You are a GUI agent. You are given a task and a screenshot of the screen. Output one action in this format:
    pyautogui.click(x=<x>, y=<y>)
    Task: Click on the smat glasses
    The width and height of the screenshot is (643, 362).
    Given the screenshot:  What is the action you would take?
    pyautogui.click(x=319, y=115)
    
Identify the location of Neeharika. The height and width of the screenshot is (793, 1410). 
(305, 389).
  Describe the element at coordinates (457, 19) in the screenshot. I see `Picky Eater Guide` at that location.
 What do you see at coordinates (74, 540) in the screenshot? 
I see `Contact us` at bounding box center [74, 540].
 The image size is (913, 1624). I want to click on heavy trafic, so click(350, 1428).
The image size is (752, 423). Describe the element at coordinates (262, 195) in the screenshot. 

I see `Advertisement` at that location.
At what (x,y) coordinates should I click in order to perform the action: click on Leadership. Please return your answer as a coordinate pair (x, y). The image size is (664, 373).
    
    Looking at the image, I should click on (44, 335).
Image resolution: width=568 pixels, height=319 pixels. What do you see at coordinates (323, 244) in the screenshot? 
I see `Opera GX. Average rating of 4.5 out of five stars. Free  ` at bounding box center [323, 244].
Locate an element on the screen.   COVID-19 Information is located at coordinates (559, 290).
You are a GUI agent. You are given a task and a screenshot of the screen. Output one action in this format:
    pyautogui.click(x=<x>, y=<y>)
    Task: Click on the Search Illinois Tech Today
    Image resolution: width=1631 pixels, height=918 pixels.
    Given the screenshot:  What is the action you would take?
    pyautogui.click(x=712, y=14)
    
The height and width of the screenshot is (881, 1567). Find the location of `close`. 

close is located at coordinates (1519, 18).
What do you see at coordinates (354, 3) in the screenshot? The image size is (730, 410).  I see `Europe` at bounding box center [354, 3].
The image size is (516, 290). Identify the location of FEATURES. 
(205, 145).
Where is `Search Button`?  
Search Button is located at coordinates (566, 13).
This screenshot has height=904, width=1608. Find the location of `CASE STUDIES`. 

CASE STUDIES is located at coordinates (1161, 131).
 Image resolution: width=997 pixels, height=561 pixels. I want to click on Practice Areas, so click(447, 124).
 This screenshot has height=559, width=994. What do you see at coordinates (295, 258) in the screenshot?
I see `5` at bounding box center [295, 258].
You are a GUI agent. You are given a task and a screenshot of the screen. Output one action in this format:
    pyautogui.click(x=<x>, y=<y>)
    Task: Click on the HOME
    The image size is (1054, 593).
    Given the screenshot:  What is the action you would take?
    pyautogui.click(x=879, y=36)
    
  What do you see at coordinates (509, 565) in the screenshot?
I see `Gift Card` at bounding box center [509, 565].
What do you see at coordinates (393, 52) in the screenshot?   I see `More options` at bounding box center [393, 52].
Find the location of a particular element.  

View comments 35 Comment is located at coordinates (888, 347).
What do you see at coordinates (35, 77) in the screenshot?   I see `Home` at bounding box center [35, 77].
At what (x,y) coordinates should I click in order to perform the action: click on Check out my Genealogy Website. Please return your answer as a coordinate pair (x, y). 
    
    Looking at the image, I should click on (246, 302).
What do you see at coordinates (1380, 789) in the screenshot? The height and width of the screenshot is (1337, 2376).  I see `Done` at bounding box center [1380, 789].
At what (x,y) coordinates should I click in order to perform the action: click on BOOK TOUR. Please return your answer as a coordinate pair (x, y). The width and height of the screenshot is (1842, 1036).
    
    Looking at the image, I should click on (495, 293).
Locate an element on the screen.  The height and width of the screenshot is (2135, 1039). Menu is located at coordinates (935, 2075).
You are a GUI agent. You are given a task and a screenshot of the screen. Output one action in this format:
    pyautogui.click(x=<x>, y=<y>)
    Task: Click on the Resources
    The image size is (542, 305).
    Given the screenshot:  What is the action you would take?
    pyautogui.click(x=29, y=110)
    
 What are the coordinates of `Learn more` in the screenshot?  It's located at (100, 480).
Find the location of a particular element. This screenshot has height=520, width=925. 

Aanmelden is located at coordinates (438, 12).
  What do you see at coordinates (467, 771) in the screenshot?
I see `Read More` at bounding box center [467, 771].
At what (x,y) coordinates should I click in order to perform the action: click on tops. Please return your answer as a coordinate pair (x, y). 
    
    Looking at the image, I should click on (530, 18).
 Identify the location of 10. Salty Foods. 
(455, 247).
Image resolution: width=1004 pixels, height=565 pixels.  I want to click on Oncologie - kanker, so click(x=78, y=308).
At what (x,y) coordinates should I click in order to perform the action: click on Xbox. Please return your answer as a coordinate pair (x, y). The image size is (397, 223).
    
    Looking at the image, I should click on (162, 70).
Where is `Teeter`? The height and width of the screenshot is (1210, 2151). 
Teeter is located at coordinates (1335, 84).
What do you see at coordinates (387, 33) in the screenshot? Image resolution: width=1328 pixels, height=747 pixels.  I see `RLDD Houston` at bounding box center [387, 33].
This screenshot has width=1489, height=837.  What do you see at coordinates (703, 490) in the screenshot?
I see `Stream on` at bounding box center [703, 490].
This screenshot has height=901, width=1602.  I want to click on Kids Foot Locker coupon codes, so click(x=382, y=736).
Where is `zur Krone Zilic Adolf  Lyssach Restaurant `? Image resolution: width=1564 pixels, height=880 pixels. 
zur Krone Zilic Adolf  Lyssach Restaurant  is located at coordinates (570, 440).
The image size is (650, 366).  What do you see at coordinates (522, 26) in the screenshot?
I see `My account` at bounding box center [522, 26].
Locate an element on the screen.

+---+

◆ Work to be completed
Retype each line of the data exactly as it reads.

◆ Answer area
You are a GUI agent. You are given a task and a screenshot of the screen. Output one action in this format:
    pyautogui.click(x=<x>, y=<y>)
    Task: Click on the smat glasses
    The width and height of the screenshot is (643, 362).
    Given the screenshot:  What is the action you would take?
    pyautogui.click(x=319, y=115)
    
Identify the location of Neeharika. The height and width of the screenshot is (793, 1410). 
(305, 389).
  Describe the element at coordinates (457, 19) in the screenshot. I see `Picky Eater Guide` at that location.
 What do you see at coordinates (74, 540) in the screenshot? 
I see `Contact us` at bounding box center [74, 540].
 The image size is (913, 1624). I want to click on heavy trafic, so click(350, 1428).
The image size is (752, 423). Describe the element at coordinates (262, 195) in the screenshot. 

I see `Advertisement` at that location.
At what (x,y) coordinates should I click in order to perform the action: click on Leadership. Please return your answer as a coordinate pair (x, y). The image size is (664, 373).
    
    Looking at the image, I should click on (44, 335).
Image resolution: width=568 pixels, height=319 pixels. What do you see at coordinates (323, 244) in the screenshot? 
I see `Opera GX. Average rating of 4.5 out of five stars. Free  ` at bounding box center [323, 244].
Locate an element on the screen.   COVID-19 Information is located at coordinates (559, 290).
You are a GUI agent. You are given a task and a screenshot of the screen. Output one action in this format:
    pyautogui.click(x=<x>, y=<y>)
    Task: Click on the Search Illinois Tech Today
    Image resolution: width=1631 pixels, height=918 pixels.
    Given the screenshot:  What is the action you would take?
    pyautogui.click(x=712, y=14)
    
The height and width of the screenshot is (881, 1567). Find the location of `close`. 

close is located at coordinates (1519, 18).
What do you see at coordinates (354, 3) in the screenshot? The image size is (730, 410).  I see `Europe` at bounding box center [354, 3].
The image size is (516, 290). Identify the location of FEATURES. 
(205, 145).
Where is `Search Button`?  
Search Button is located at coordinates (566, 13).
This screenshot has height=904, width=1608. Find the location of `CASE STUDIES`. 

CASE STUDIES is located at coordinates (1161, 131).
 Image resolution: width=997 pixels, height=561 pixels. I want to click on Practice Areas, so click(447, 124).
 This screenshot has height=559, width=994. What do you see at coordinates (295, 258) in the screenshot?
I see `5` at bounding box center [295, 258].
You are a GUI agent. You are given a task and a screenshot of the screen. Output one action in this format:
    pyautogui.click(x=<x>, y=<y>)
    Task: Click on the HOME
    The image size is (1054, 593).
    Given the screenshot:  What is the action you would take?
    pyautogui.click(x=879, y=36)
    
  What do you see at coordinates (509, 565) in the screenshot?
I see `Gift Card` at bounding box center [509, 565].
What do you see at coordinates (393, 52) in the screenshot?   I see `More options` at bounding box center [393, 52].
Find the location of a particular element.  

View comments 35 Comment is located at coordinates (888, 347).
What do you see at coordinates (35, 77) in the screenshot?   I see `Home` at bounding box center [35, 77].
At what (x,y) coordinates should I click in order to perform the action: click on Check out my Genealogy Website. Please return your answer as a coordinate pair (x, y). 
    
    Looking at the image, I should click on (246, 302).
What do you see at coordinates (1380, 789) in the screenshot? The height and width of the screenshot is (1337, 2376).  I see `Done` at bounding box center [1380, 789].
At what (x,y) coordinates should I click in order to perform the action: click on BOOK TOUR. Please return your answer as a coordinate pair (x, y). The width and height of the screenshot is (1842, 1036).
    
    Looking at the image, I should click on (495, 293).
Locate an element on the screen.  The height and width of the screenshot is (2135, 1039). Menu is located at coordinates (935, 2075).
You are a GUI agent. You are given a task and a screenshot of the screen. Output one action in this format:
    pyautogui.click(x=<x>, y=<y>)
    Task: Click on the Resources
    The image size is (542, 305).
    Given the screenshot:  What is the action you would take?
    pyautogui.click(x=29, y=110)
    
 What are the coordinates of `Learn more` in the screenshot?  It's located at (100, 480).
Find the location of a particular element. This screenshot has height=520, width=925. 

Aanmelden is located at coordinates (438, 12).
  What do you see at coordinates (467, 771) in the screenshot?
I see `Read More` at bounding box center [467, 771].
At what (x,y) coordinates should I click in order to perform the action: click on tops. Please return your answer as a coordinate pair (x, y). 
    
    Looking at the image, I should click on (530, 18).
 Identify the location of 10. Salty Foods. 
(455, 247).
Image resolution: width=1004 pixels, height=565 pixels.  I want to click on Oncologie - kanker, so click(x=78, y=308).
At what (x,y) coordinates should I click in order to perform the action: click on Xbox. Please return your answer as a coordinate pair (x, y). The image size is (397, 223).
    
    Looking at the image, I should click on (162, 70).
Where is `Teeter`? The height and width of the screenshot is (1210, 2151). 
Teeter is located at coordinates (1335, 84).
What do you see at coordinates (387, 33) in the screenshot? Image resolution: width=1328 pixels, height=747 pixels.  I see `RLDD Houston` at bounding box center [387, 33].
This screenshot has width=1489, height=837.  What do you see at coordinates (703, 490) in the screenshot?
I see `Stream on` at bounding box center [703, 490].
This screenshot has height=901, width=1602.  I want to click on Kids Foot Locker coupon codes, so click(x=382, y=736).
Where is `zur Krone Zilic Adolf  Lyssach Restaurant `? Image resolution: width=1564 pixels, height=880 pixels. 
zur Krone Zilic Adolf  Lyssach Restaurant  is located at coordinates (570, 440).
The image size is (650, 366).  What do you see at coordinates (522, 26) in the screenshot?
I see `My account` at bounding box center [522, 26].
Locate an element on the screen.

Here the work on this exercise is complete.